What with the pitching and the timely hitting and the Mariano-ing and the Hoosierdaddy-ing and the mid-game-change-your-luck-Tweetups with Amanda Rykoff and Brent Nycz and the OHMIG-D YOU DID NOT REALIZE PAUL O'NEILL WAS THROWING OUT THE FIRST PITCH!

This is what it feels like.

It feels pretty darn good.

This isn't just baseball.

This is love.


***
Unlike last night's cold, rainy and windy drudge, tonight felt like October baseball.

There was, first of all, getting off the subway and walking, in the pale, dying sunlight, across the street to the Stadium. There, you find yourself transported to another world, one in which nothing matters except baseball. Nothing.





There was, in the pregame, the Jay Z/Alicia Keys mini-concert.

I'm not even a Jay Z fan, but the show the two put on seemed to set something off: the Stadium came alive, as if, finally, finally, we realized what it is our team has accomplished.







We're here, in the World Series.

We've reached the last round, we will play in the last Major League baseball game on the 2009 calendar; we will play into November.





The National Anthem is sung by John Legend and there's a flyover which goes right over my head, all of which is utterly awesome and makes it hit me again: HEY THIS IS THE WORLD SERIES, but it pales in comparison to the reaction when Paul O'Neill comes out to throw out the first pitch.




We are ready for this game to start.


AJ Burnett takes his warm up tosses not to the 300 soundtrack as normal, but instead to Marilyn Manson.

I don't know if today will be Good AJ or Bad AJ, not yet, but the music choice soothes me: almost every other time I've seen Burnett pitch this season with his normal warm up music, he's been bombed.
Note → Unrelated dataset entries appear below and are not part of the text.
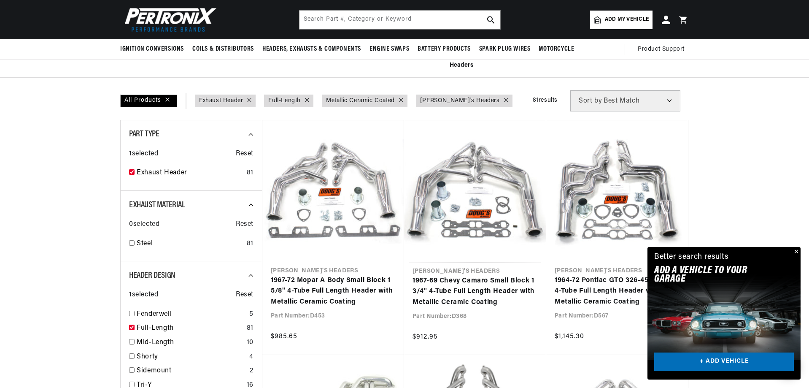  Describe the element at coordinates (360, 101) in the screenshot. I see `a: Metallic Ceramic Coated` at that location.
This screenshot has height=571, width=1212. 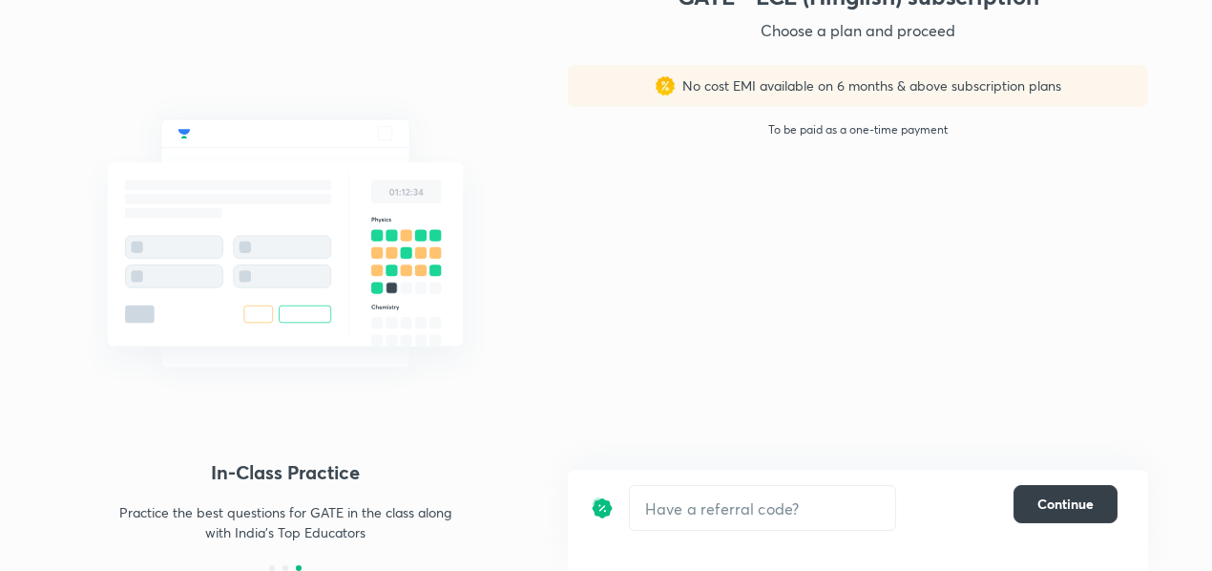 I want to click on p: Practice the best questions for GATE in the class along with India’s Top Educators, so click(x=285, y=522).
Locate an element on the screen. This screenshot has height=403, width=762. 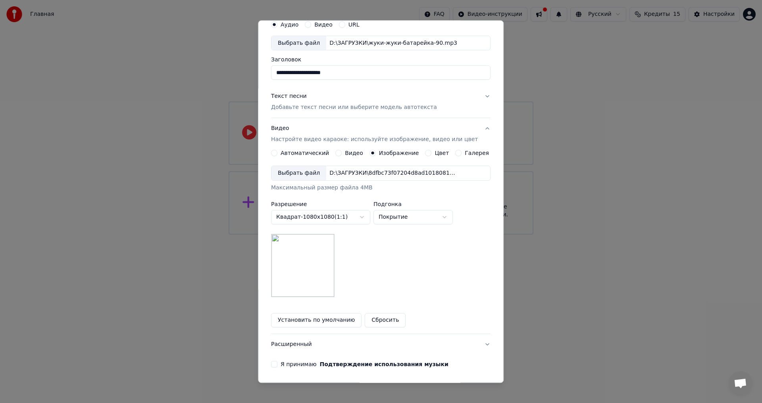
div: Видео is located at coordinates (374, 134).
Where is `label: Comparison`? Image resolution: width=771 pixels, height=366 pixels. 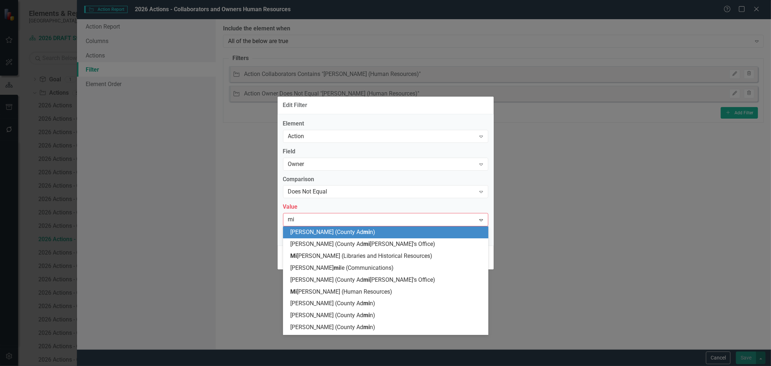
label: Comparison is located at coordinates (385, 179).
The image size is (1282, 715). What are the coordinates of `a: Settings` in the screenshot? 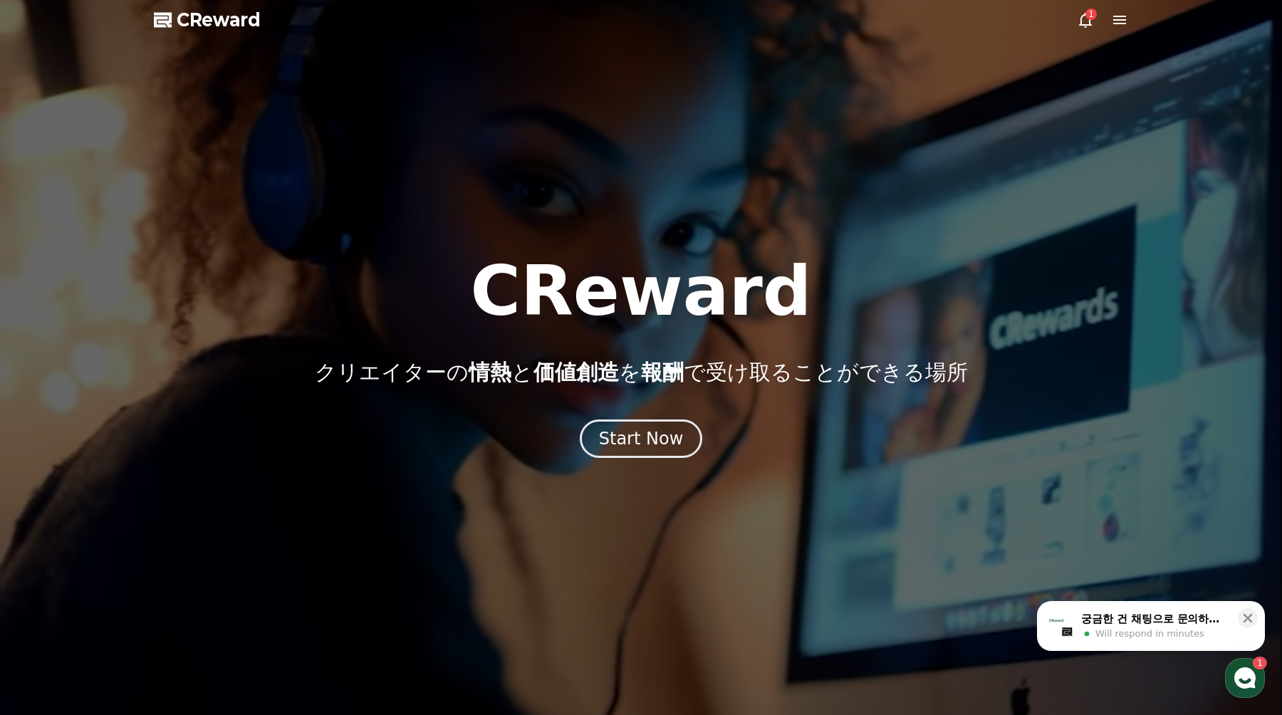 It's located at (229, 469).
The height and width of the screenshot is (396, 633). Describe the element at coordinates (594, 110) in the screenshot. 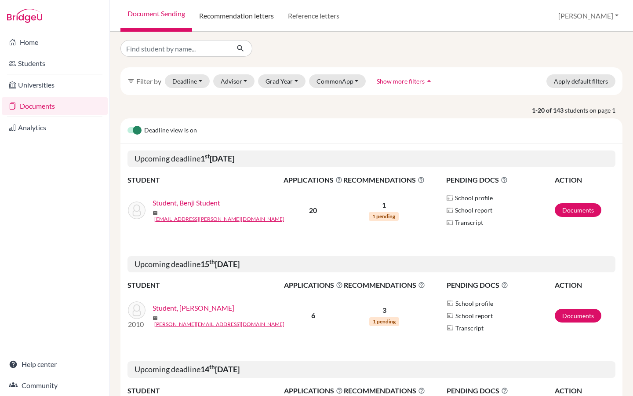

I see `span: students on page 1` at that location.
Maybe the change will do him good.









After a few innings, after the Phillies take a 1-0 lead and Pedro Martinez refuses to let the Yankees do anything besides chant "Who's Your Dad-dy?", Amanda Rykoff and I start texting. She's scored a last second ticket to the game and we're talking about a mid-game tweet-up, along with Brent Nycz, to change the Yankees' luck. We decide: Top of the fourth inning, by section 413.

So, we meet and we walk over to one of the concession stands so I can buy myself some Twizzlers.
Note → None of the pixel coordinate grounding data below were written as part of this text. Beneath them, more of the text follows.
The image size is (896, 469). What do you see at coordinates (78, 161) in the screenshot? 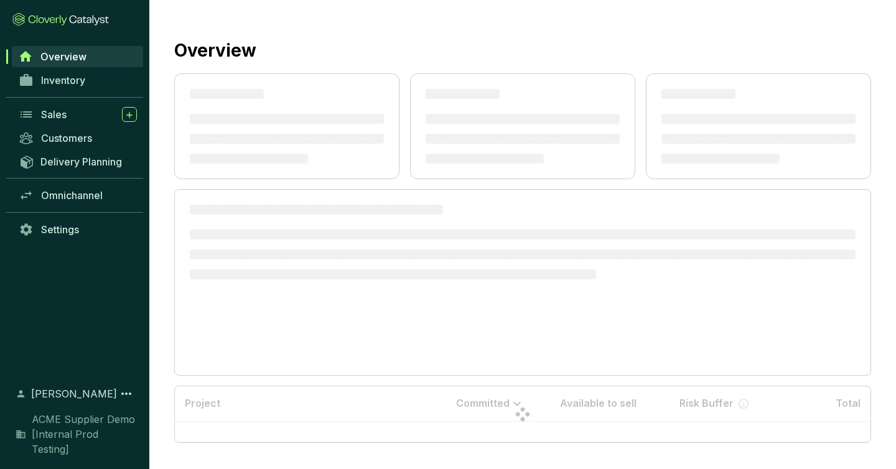
I see `a: Delivery Planning` at bounding box center [78, 161].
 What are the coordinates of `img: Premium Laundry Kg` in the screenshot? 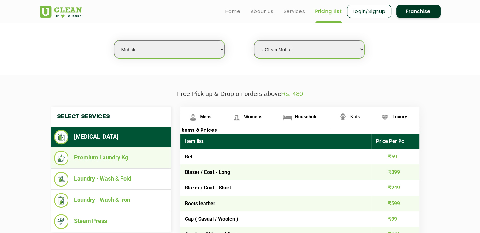 It's located at (61, 158).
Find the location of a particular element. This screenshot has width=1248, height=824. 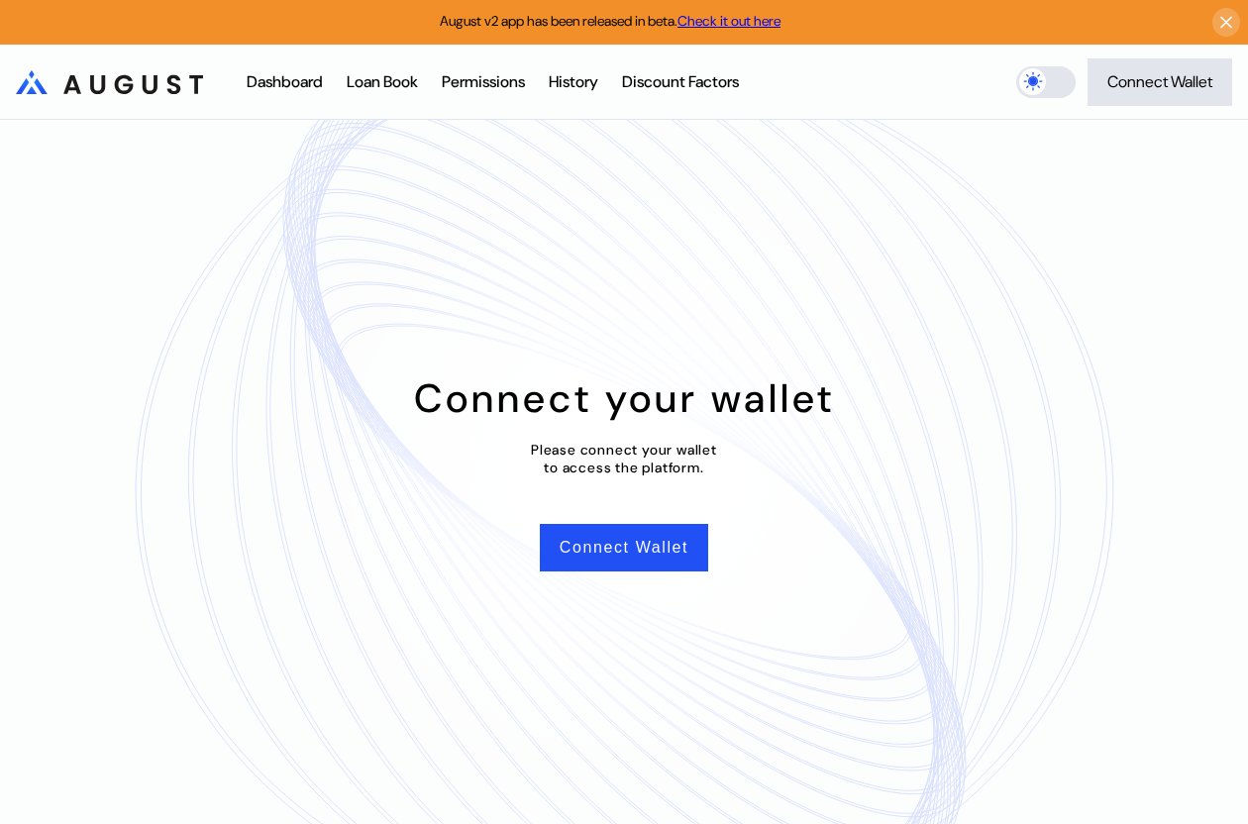

div: Dashboard is located at coordinates (284, 81).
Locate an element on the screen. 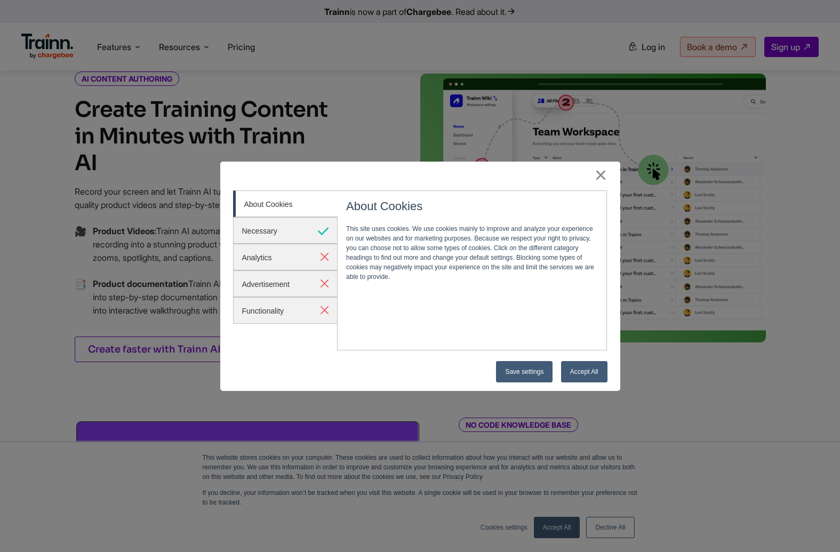  span: Advertisement is located at coordinates (266, 284).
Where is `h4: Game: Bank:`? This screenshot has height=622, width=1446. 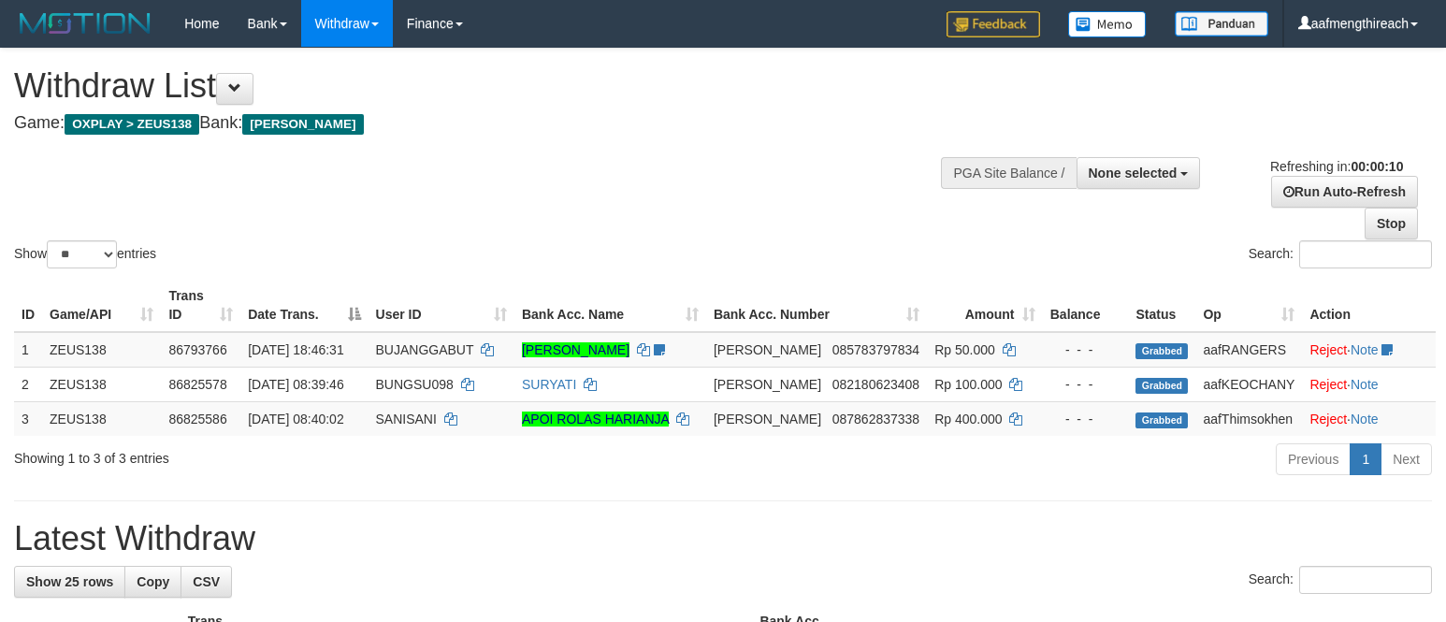 h4: Game: Bank: is located at coordinates (480, 123).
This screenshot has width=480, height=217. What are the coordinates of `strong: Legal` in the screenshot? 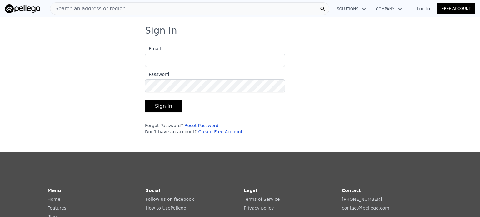 It's located at (250, 191).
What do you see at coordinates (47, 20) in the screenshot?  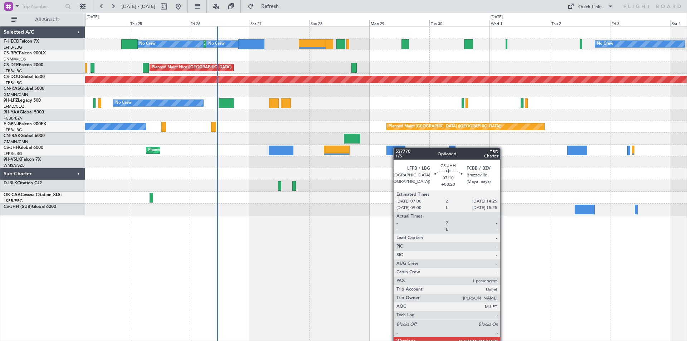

We watch the game on the screens, which are about 10 seconds behind the actual play on the field.

We watch AJ Burnett pitch a 1-2-3 inning, and then we watch Mark Teixeira hit a game-tying home run into the Yankees' bullpen, and we decree the tweet-up a success: our luck has been changed.



After we part, Burnett pitches as though he has taken it to another level. Slowly, we stop holding our breath with every pitch AJ throws, and instead begin to long for the next one. It may not be Lee's dominance, but you could have fooled us.

In the seventh inning, the crowd senses that this is something spectacular. So we chant: "AJ! AJ! AJ!"

He dazzles.

Later on, while speaking to reporters, he'll say it's "the funnest I've ever had".



In the bottom of the seventh, with a one run lead, the Yankees threaten for more. With first and third and no one out, a Melky Cabrera singles makes the score 3-1 and knocks Pedro Martinez from the game. Hoosierdaddy!







After a pinch-hitting Jorge Posada reaches, Derek Jeter bunts foul ("I was stupid", he is rumored to have said) and Johnny Damon comes to the plate.

I'll examine this in more detail tomorrow, but from our seats, what we saw was him ground to Ryan Howard, who, without touching first, threw the ball wide of second base. It should have left the Yankees with the bases loaded and no one out, but it was instead ruled a double play.

Somehow, you get the feeling, that it's impossible to conduct a 2009 postseason game without some sort of major umpiring scandal.



Still, the umpires' awful call notwithstanding, the Yankees took no chances, and went straight to Enter Sandman.

With the top of the Phillies' lineup due up in the eighth inning, going to Mariano Rivera is, in terms of, leverage-baby-leverage, a no-brainer. With the off day tomorrow, the Yankees could afford to do it, and so they did.

Rivera did make things a little exciting, but, being the great Mariano, he found a way.



Ball game over, Yankees win, theeeee Yankees win!



****

I found and purchased a "Got Pie" t-shirt. It's a much better souvenir than the program, which cost $5 more than normal and is mostly a reprint of the LCS program.

I still can't get over the umpires' call in the bottom of the 7th. I will address tomorrow, likely in the afternoon.


Any photo taken after the fourth inning is credit Brent Nycz. The video of the final out (will be uploaded in morning) is credit Amanda Rykoff.